On Jan 18, 2011, at 16:16 , Glenn Maynard wrote:

> On Tue, Jan 18, 2011 at 6:54 PM, David Singer <sin...@apple.com> wrote:
> 
>> I feel like we are asking this question at the wrong protocol level.
>> 
>> If you use the HTML5 video tag, you indicate the resource and the protocol
>> used to get it, in a URL.
>> 
>> If you indicate a download protocol, you can hardly be surprised if, well,
>> download happens.
>> 
> 
> HTTP isn't a "download protocol"--I'm not really sure what that means--it's
> a transfer protocol.  Nothing about HTTP prevents capping prebuffering, and
> nothing about an HTTP URL implies that the entire resource needs to be
> downloaded.
> 
> This setting is relevant for any protocol, whether it's a generic one like
> HTTP or one designed for streaming video.  This isn't a discussion about
> HTTP; it's one about an interface to control prebuffering, regardless of the
> underlying protocol.  I havn't seen it suggested that any difficulty of
> doing this is due to HTTP.  If you think it is, it'd be helpful to explain
> further.


I'm sorry, perhaps that was a shorthand.

In RTSP-controlled RTP, there is a tight relationship between the play point, 
and play state, the protocol state (delivering data or paused) and the data 
delivered (it is delivered in precisely real-time, and played and discarded 
shortly after playing).  The server delivers very little more data than is 
actually watched.

In HTTP, however, the entire resource is offered to the client, and there is no 
protocol to convey play/paused back to the server, and the typical behavior 
when offered a resource in HTTP is to make a simple binary decision to either 
load it (all) or not load it (at all).  So, by providing a media resource over 
HTTP, the server should kinda be expecting this 'download' behavior.

Not only that, but if my client downloads as much as possible as soon as 
possible and caches as much as possible, and yours downloads as little as 
possible as late as possible, you may get brownie points from the server owner, 
but I get brownie points from my local user -- the person I want to please if I 
am a browser vendor.  There is every incentive to be resilient and 'burn' 
bandwidth to achieve a better user experience.

Servers are at liberty to apply a 'throttle' to the supply, of course 
("download as fast as you like at first, but after a while I'll only supply at 
roughly the media rate").  They can suggest that the client be a little less 
aggressive in buffering, but it's easily ignored and the incentive is to ignore 
it.

So I tend to return to "if you want more tightly-coupled behavior, use a more 
tightly-coupled protocol"...

David Singer
Multimedia and Software Standards, Apple Inc.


### Required action
Look below for the line containing "Detect and localize". Reproduce it and every line after it exactly, and nothing more.

### Given records
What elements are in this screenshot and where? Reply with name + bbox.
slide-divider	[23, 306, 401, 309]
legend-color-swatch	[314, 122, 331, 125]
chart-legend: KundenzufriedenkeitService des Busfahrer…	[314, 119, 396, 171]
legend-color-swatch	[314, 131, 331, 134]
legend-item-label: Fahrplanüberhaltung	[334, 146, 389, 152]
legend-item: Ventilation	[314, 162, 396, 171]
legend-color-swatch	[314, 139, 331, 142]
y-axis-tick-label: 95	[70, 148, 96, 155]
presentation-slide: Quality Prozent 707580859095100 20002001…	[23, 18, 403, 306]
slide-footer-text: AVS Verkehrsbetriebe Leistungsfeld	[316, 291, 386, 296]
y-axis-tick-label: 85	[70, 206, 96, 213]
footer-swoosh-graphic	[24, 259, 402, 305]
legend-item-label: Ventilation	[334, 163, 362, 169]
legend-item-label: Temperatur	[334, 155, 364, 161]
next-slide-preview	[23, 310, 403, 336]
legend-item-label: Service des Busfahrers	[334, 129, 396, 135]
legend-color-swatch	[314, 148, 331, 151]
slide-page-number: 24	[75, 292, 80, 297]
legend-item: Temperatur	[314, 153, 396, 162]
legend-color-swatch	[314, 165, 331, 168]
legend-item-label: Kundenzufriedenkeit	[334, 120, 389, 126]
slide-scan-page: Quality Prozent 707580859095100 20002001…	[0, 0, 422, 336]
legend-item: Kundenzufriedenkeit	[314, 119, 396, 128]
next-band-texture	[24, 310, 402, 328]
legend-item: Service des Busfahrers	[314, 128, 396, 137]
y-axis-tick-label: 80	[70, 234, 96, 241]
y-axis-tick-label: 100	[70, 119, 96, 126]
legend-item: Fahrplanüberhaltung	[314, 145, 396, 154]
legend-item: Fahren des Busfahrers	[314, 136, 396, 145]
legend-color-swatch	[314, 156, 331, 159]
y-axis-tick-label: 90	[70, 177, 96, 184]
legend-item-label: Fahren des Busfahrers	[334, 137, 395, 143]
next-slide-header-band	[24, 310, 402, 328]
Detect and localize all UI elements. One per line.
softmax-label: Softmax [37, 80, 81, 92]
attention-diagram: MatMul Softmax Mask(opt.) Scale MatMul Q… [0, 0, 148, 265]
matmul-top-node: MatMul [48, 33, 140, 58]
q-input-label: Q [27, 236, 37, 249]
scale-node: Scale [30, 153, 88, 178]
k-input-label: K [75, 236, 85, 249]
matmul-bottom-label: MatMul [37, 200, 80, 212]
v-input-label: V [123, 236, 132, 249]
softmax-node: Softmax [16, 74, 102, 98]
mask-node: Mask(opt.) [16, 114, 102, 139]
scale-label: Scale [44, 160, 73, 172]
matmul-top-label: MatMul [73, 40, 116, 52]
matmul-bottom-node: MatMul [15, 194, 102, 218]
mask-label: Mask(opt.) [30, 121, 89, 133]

### Response area
Detect and localize all UI elements. One per line.
softmax-label: Softmax [37, 80, 81, 92]
attention-diagram: MatMul Softmax Mask(opt.) Scale MatMul Q… [0, 0, 148, 265]
matmul-top-node: MatMul [48, 33, 140, 58]
q-input-label: Q [27, 236, 37, 249]
scale-node: Scale [30, 153, 88, 178]
k-input-label: K [75, 236, 85, 249]
matmul-bottom-label: MatMul [37, 200, 80, 212]
v-input-label: V [123, 236, 132, 249]
softmax-node: Softmax [16, 74, 102, 98]
mask-node: Mask(opt.) [16, 114, 102, 139]
scale-label: Scale [44, 160, 73, 172]
matmul-top-label: MatMul [73, 40, 116, 52]
matmul-bottom-node: MatMul [15, 194, 102, 218]
mask-label: Mask(opt.) [30, 121, 89, 133]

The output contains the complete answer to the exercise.